Start of Supplied entries

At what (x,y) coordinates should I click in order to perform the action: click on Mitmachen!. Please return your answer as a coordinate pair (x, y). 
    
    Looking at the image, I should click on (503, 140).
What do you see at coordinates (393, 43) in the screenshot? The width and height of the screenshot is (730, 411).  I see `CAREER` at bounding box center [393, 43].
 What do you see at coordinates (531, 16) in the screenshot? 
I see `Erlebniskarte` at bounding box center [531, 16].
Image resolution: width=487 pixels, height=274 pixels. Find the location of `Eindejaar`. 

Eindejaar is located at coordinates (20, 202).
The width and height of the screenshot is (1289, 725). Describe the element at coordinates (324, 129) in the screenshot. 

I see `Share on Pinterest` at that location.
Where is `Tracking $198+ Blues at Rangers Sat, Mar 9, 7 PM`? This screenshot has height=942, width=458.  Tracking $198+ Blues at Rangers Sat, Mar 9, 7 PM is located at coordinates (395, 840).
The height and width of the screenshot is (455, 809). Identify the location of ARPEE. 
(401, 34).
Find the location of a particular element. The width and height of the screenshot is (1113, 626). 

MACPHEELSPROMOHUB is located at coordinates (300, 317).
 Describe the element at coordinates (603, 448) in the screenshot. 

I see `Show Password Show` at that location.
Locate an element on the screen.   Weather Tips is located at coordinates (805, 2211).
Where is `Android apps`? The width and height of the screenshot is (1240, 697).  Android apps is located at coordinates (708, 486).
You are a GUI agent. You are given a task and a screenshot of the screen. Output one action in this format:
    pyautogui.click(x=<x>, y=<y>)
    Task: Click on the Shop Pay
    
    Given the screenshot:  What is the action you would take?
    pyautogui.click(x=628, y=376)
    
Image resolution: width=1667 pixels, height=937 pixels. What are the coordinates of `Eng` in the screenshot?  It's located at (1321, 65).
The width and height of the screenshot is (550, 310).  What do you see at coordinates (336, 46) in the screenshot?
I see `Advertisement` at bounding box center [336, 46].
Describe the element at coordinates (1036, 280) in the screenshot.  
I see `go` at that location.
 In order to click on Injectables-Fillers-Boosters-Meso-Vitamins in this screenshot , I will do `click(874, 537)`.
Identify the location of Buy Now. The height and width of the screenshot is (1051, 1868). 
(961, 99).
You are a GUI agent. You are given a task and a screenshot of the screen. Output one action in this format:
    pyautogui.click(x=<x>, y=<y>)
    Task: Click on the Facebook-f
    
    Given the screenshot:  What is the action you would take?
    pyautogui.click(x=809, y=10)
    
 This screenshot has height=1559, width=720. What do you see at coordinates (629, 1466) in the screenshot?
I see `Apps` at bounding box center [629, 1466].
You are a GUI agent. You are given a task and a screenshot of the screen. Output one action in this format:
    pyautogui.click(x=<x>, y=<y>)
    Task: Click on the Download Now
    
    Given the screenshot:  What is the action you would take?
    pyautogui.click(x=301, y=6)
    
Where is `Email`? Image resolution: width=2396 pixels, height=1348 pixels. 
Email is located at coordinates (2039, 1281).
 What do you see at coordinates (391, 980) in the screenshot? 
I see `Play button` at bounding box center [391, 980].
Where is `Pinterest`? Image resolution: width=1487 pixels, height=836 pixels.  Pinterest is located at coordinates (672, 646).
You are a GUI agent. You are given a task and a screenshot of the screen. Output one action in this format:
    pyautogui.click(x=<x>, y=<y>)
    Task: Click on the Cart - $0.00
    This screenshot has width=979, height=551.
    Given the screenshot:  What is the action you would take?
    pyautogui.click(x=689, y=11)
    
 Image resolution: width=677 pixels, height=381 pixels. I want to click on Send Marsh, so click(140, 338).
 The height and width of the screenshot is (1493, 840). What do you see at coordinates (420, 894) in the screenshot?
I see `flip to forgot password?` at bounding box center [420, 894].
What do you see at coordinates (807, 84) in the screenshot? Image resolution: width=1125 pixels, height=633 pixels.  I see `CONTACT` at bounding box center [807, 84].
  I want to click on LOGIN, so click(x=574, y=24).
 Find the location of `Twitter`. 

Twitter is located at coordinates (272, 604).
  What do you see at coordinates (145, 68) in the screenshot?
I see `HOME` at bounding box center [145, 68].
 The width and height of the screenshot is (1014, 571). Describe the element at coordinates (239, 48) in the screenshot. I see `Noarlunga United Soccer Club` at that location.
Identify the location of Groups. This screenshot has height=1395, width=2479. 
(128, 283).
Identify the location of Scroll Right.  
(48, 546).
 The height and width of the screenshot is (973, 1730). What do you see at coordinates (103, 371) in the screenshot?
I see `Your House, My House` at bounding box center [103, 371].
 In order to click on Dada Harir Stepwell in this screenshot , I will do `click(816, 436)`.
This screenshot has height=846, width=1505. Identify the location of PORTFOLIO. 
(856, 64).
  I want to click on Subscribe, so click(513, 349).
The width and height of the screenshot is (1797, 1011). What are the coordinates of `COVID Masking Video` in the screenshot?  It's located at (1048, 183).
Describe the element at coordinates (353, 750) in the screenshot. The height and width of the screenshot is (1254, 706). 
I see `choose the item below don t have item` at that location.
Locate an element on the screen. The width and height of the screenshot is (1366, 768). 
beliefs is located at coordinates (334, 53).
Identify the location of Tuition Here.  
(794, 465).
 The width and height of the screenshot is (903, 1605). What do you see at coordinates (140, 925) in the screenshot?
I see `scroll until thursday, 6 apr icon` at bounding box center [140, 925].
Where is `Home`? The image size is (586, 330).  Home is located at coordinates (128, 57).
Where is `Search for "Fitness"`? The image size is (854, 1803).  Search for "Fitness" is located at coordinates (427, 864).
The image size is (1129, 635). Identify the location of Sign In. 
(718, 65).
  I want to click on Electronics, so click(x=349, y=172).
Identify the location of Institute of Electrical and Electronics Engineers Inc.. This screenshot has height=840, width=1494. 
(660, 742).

End of Supplied entries

## Task to complete
Nothing should be returned except the lines from the one containing "Locate an element on the screen. The" through the last line of the data, each restated word for word.

## Task result
Locate an element on the screen. The width and height of the screenshot is (1366, 768). 
beliefs is located at coordinates (334, 53).
Identify the location of Tuition Here.  
(794, 465).
 The width and height of the screenshot is (903, 1605). What do you see at coordinates (140, 925) in the screenshot?
I see `scroll until thursday, 6 apr icon` at bounding box center [140, 925].
Where is `Home`? The image size is (586, 330).  Home is located at coordinates (128, 57).
Where is `Search for "Fitness"`? The image size is (854, 1803).  Search for "Fitness" is located at coordinates (427, 864).
The image size is (1129, 635). Identify the location of Sign In. 
(718, 65).
  I want to click on Electronics, so click(x=349, y=172).
Identify the location of Institute of Electrical and Electronics Engineers Inc.. This screenshot has height=840, width=1494. 
(660, 742).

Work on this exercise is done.